One teach, one observe

One teacher has primary instructional responsibility while the other gathers specific observational information on students or the (instructing) teacher. The key to this strategy is to focus the observation—where the teacher doing the observation is observing specific behaviors. It is important to remember that either (teacher candidate or cooperating teacher) could take on both roles.

One teach, one assist

This is an extension of one teach, one observe. One teacher has primary instructional responsibility while the other assists students’ with their work, monitors behaviors, or corrects assignments. Often lending a voice to students or groups who would hesitate to participate or add comments.

Station teaching

The co-teaching pair divides the instructional content into parts. Each teacher instructs one of the groups, groups then rotate or spend a designated amount of time at each station. Often an independent station will be used along with the teacher led station.

Parallel teaching

Each teacher instructs half the students. The two teachers are addressing the same instructional material and presenting the material using the same teaching strategies. The benefit to this approach is the reduction of student to teacher ratio.

Supplemental

This strategy allows one teacher to work with students at their expected grade level, while the other teacher works with those students who need the information and/or materials extended or remediated.
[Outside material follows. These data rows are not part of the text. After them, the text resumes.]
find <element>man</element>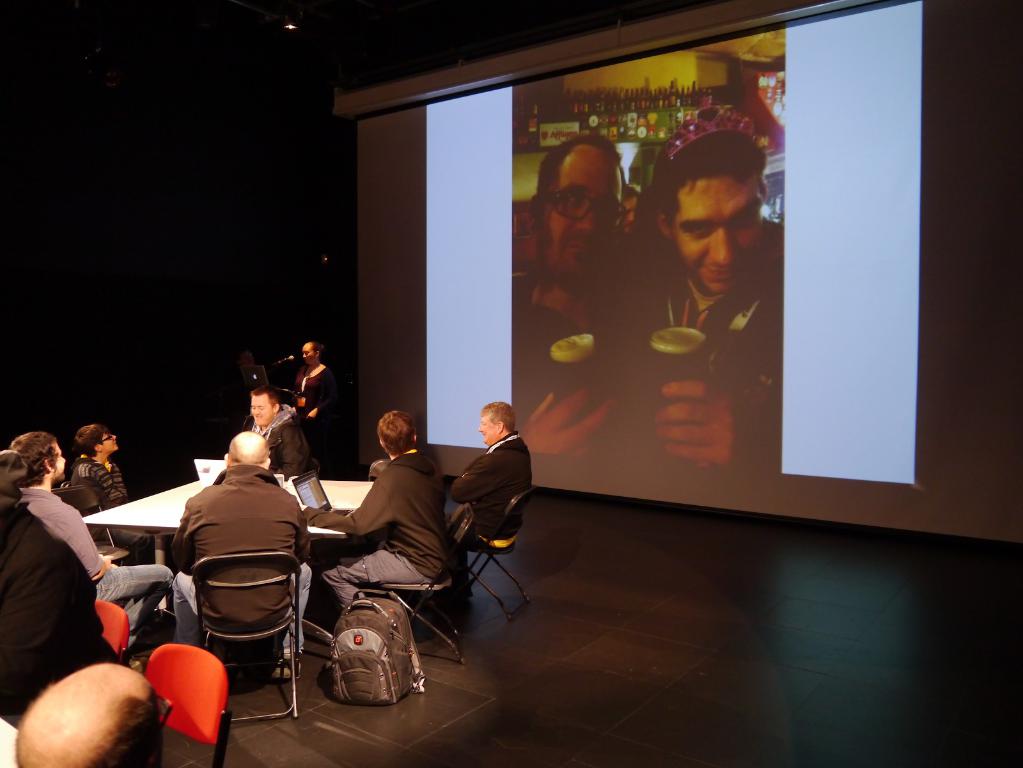
441/404/533/602
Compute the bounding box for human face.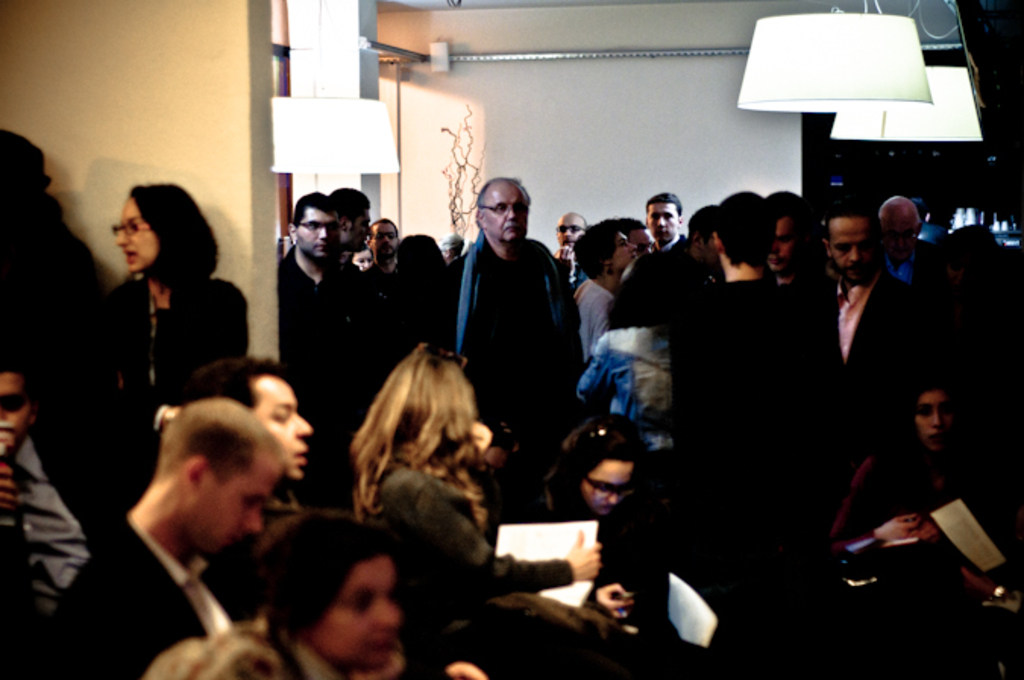
bbox=[293, 208, 341, 257].
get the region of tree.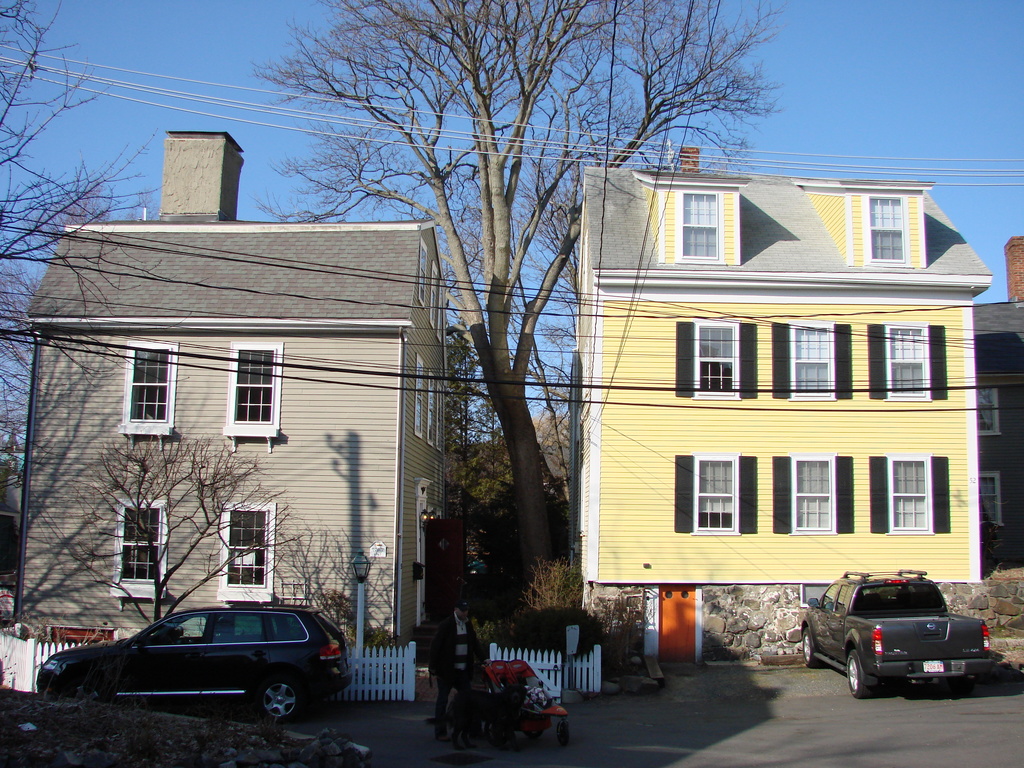
left=433, top=295, right=558, bottom=630.
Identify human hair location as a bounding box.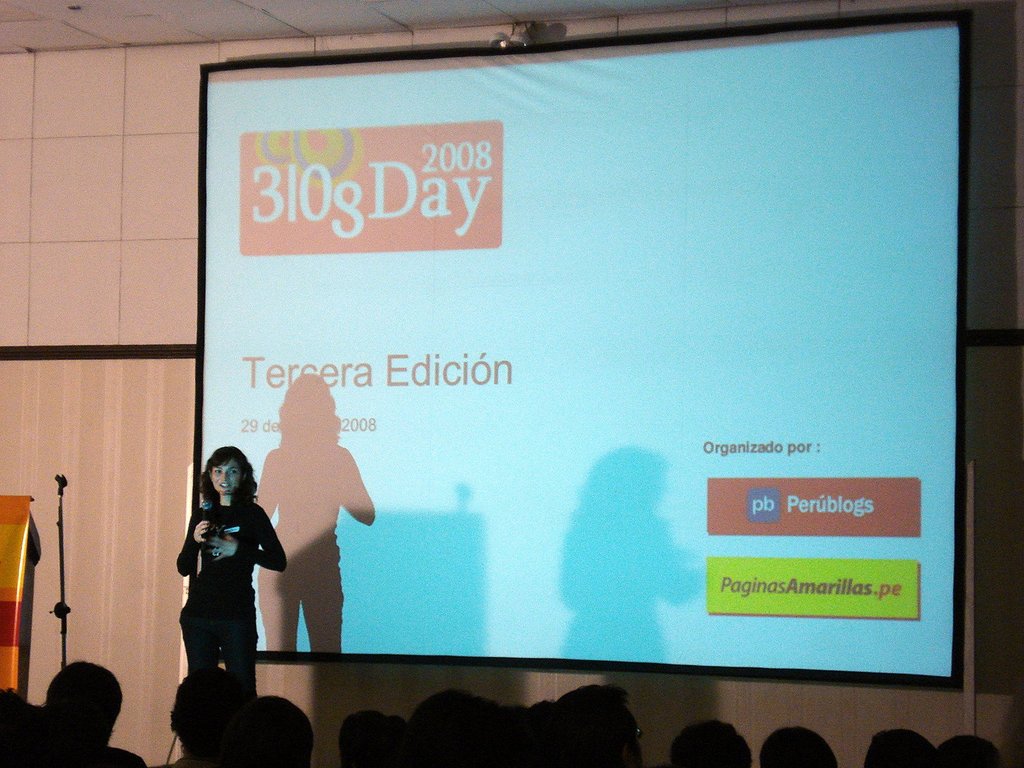
x1=929 y1=735 x2=1002 y2=767.
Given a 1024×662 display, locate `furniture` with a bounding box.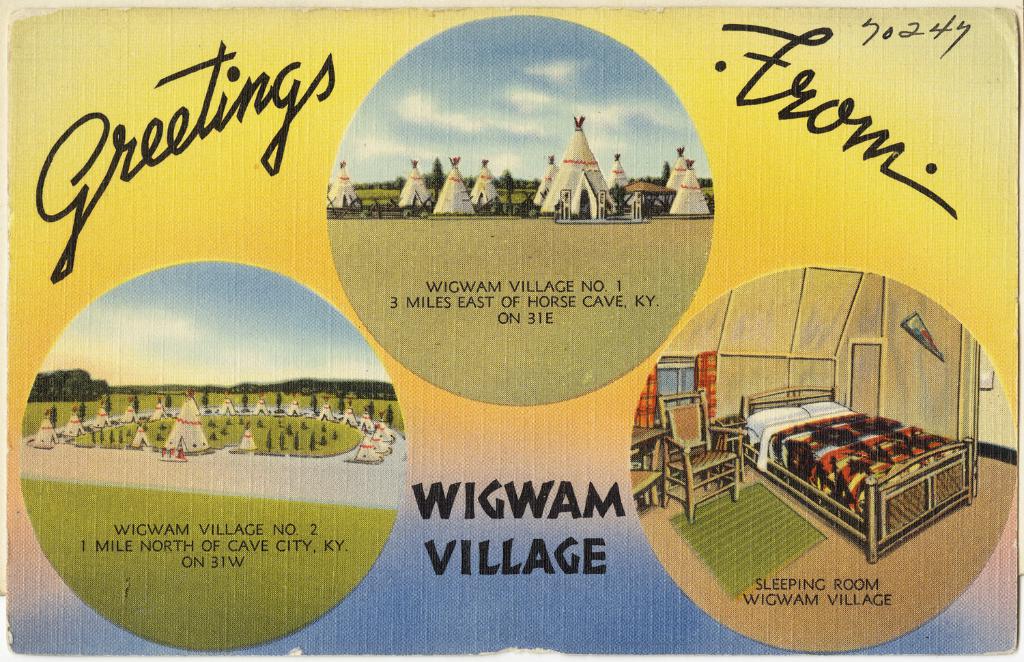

Alternative (differentiated)

Alternative teaching strategies provide two different approaches to teaching the same information. The learning outcome is the same for all students; however, the avenue for getting there is different.

Team teaching

Well planned, team taught lesson, exhibit an invisible flow of instruction with no prescribed division of authority. Using a team teaching strategy, both teachers are actively involved in the lesson. From a students’ perspective, there is no clearly defined leader—as both teachers share the instruction, are free to interject information, and available to assist students and answer questions.